After we missed out on De Jong, we allegedly looked at Rabiot and ended up with Casemiro. The fact we didn't end up with a similar profile of player has less to do with how rare they are and more to do with the fact that, obviously, our recruitment team had not identified a profile of player they wanted.
For the umpteenth summer in a row we ended the window scrambling about looking for the best available instead of working to a plan.
If your point is that very few players can do the job to the same standard as De Jong, well then I agree with you. However, it's certainly not De Jong or bust. There are plenty of players who are competent at receiving the ball from the back four, turning and moving up the field.

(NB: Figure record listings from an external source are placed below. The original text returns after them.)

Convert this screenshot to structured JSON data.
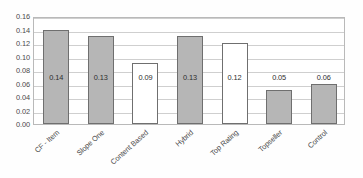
{
  "chart_data": {
    "type": "bar",
    "title": "",
    "subtitle": "",
    "xlabel": "",
    "ylabel": "",
    "categories": [
      "CF - Item",
      "Slope One",
      "Content Based",
      "Hybrid",
      "Top Rating",
      "Topseller",
      "Control"
    ],
    "values": [
      0.14,
      0.13,
      0.09,
      0.13,
      0.12,
      0.05,
      0.06
    ],
    "data_labels": [
      "0.14",
      "0.13",
      "0.09",
      "0.13",
      "0.12",
      "0.05",
      "0.06"
    ],
    "bar_styles": [
      "filled",
      "filled",
      "hollow",
      "filled",
      "hollow",
      "filled",
      "filled"
    ],
    "ylim": [
      0.0,
      0.16
    ],
    "ytick_values": [
      0.0,
      0.02,
      0.04,
      0.06,
      0.08,
      0.1,
      0.12,
      0.14,
      0.16
    ],
    "ytick_labels": [
      "0.00",
      "0.02",
      "0.04",
      "0.06",
      "0.08",
      "0.10",
      "0.12",
      "0.14",
      "0.16"
    ],
    "grid": true,
    "grid_axis": "y",
    "legend": false,
    "legend_position": "none",
    "xtick_rotation_degrees": -42,
    "colors": {
      "bar_fill": "#b6b6b6",
      "bar_hollow_fill": "#ffffff",
      "bar_border": "#6f6f6f",
      "gridline": "#cfcfcf",
      "plot_border": "#b9b9b9",
      "tick_text": "#4a4a4a",
      "value_text": "#2e2e2e",
      "background": "#ffffff"
    }
  }
}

You are right to say that there's always a risk when buying from abroad. But that risk would exist for De Jong as much as it might have existed for players like Enzo Le Fee. There were other options we could have looked at that offer similar characteristics. De Jong is not so unique that if we couldn't get him we should have just abandoned looking for that sort of player and just get the biggest name we can in classic United style.
We turned Rabiot down due to excessive wage demands (or they turned us down due to not paying them what they wanted, if you prefer to see it that way). Would you want us to keep going the way of paying players upwards of £300k/w like we do with Sancho just because that's the only way to get them through the door here?
Either you subscribe to the theory that EtH decides all the transfers or you don't. So if you believe that EtH decides all the targets then going from Frenkie to Casemiro signals that EtH went "I can't get a player with the skillset that I want so I'll have to do something else tactically and adapt to not having that player", considering his familiarity with FdJ. Casemiro was in the works for many months before he actually signed so I doubt the part about us scrambling, but rather pulling the trigger on something that was already set in motion.
On the other hand, if EtH had no say and the footballing structure decided to go from Frenkie to Casemiro then obviously they went for big names only and couldn't have considered the profile of the player considering their differences, and I have a hard time thinking that considering they wanted a clean break from the Woodward era. If we'd ended that summer with Enzo Le Fee, who you refer to, as our second midfield signing next to Eriksen, what would the reaction on here have been? And what would the verdict have been had we not qualified for the CL this season?
So yes, my point is that very few players can do what de Jong does, and even those who fit the bill if you're just looking at the statistical profile (like Amrabat) aren't certain to be successful, which is why the constant clamour on here for lesser-known players is such a pointless thing, because those opinions are always stated with absolute certainty, yet can never be proven one way or the other (except for Amrabat).
You refer to Enzo Le Fee, but there have been tons of players who have been the solution to our midfield issues who haven't amounted to much or secured moves to big clubs. It's not like we as a club, when we lost Carrick and Scholes, went "nah we don't want those type of players anymore". They're rare and even if the footballing structure finds them due to searching for their profile it might not be as simple as just going and getting them. We were interested in Enzo Fernandez when he moved to Benfica, but who's to say that we would've been successful with that if we'd really pushed for it? We couldn't get Bellingham due to not offering first-team football at the time. When we came in for Caicedo a third-party ownership problem arose which might have had to do with the profile of our club with people inserting themselves into the deal which they weren't interested in doing when Brighton came calling. They're obviously not the same style of players, but I can understand that a manager who is open to adapting his team's style based on available players going in a different direction when a player that has a style essential to one tactical approach isn't available.
That is what we've done since not getting FdJ, in going for the 4-1-4-1 and signing Mount instead of spending £20m each on three or four mini-de Jongs in the hope that one will be decent. Whether that was a good decision remains to be seen, but I can understand the thinking and I don't subscribe to the notion that getting another player like FdJ was feasible at the time, and the Amrabat signing has showed that having a statistical profile that shows that you're good at progressive carries and passes isn't a guarantee that you can do the job that FdJ was supposed to do.